My mother’s mini plea essay says
she just wishes I would be at home more, so we could spend more time together.
At the time, I don’t turn it in, when she leaves it for me at my place at the
table. Somehow I know this information isn’t for my high school, its for me. It
makes me angry and sad, both, feeling that she’s doing too little too late. Yet
somehow I know she has changed. It’s not a complaint, not really. It’s not even
a plea. It’s the poignant observation of someone who knows she cannot win with
me.
Across
the divide she tries this one last time. Then she lets go. I feel the freedom,
the occasional oddball motherly grasps – telling me not to smoke cigarettes, at
least, they are worse than pot; suggesting I wait until I am 18 to have sex
with my boyfriend because at least then it will be legal; even a clutch at me
to not go to school in California, refusing to sign the financial aid
paperwork, saying I’ll have to declare financial independence if I want to go
to the private college even in Minnesota, leaving me only with Madison as a
choice. By the time my eldest brother and I declare we are going to Europe for
three months, all she can do is stare. She has tried, tried to connect us one
last time, but I have to leave now. It is too late.
I
recall the interactions between us, after I get home from Europe, when I am in
Appleton before and after Chicago, on Thanksgiving and Christmas break of my
freshman year, to be benign. Possible even a bit sweet, funny – drinking
together, making puns and jokes, telling stories. The distance, the actual
physical distance, is doing something, healing some of the psychological
distance I instituted to save myself in my teen years. Maybe this can work,
perhaps she thinks, maybe I think without realizing it.
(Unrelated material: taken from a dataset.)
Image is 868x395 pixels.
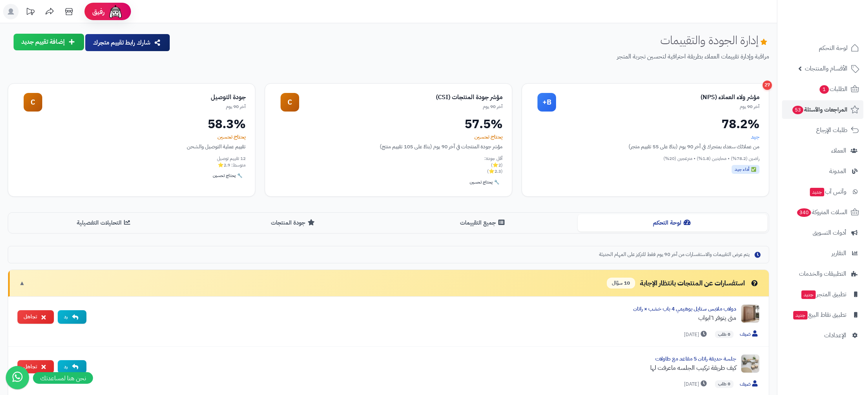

Perhaps we can get
along.
Then,
suddenly, without notice, without warning, a week after I have returned to
college from winter break, she has an aortal aneuryism and dies. Her heart
bursts and I am not there when it happens. It’s too late for us to connect
again.
Or
is it? Today would be her birthday, were she alive. This year I am in a new
place, a place of not just hearing but feeling what my mom’s best friend knew
was the truth and tried to tell me after she was gone. My mother changed. By
the time I was in my late teens, and separate from her inside myself, she was
becoming more her genuine self. She was alert, awake, alive and even happy at
times. Seeing this is sad – I mourn the possibilities that could have come of
that, had she lived. But it is also powerful to see that it’s never too late
for me to understand, to open up, to explore and appreciate.
Spring
was her favorite season, a time of growth and buds, gardening and fresh air.
Today I will take a walk, celebrate the crocuses and crows. I am sad, yes, and
also grateful. Thank you, anniversaries, for returning me to the cycle/spirals
of life so I can constantly grow and reassess, re-telling these tales, with an
endless allowance for revision. Never too late for that.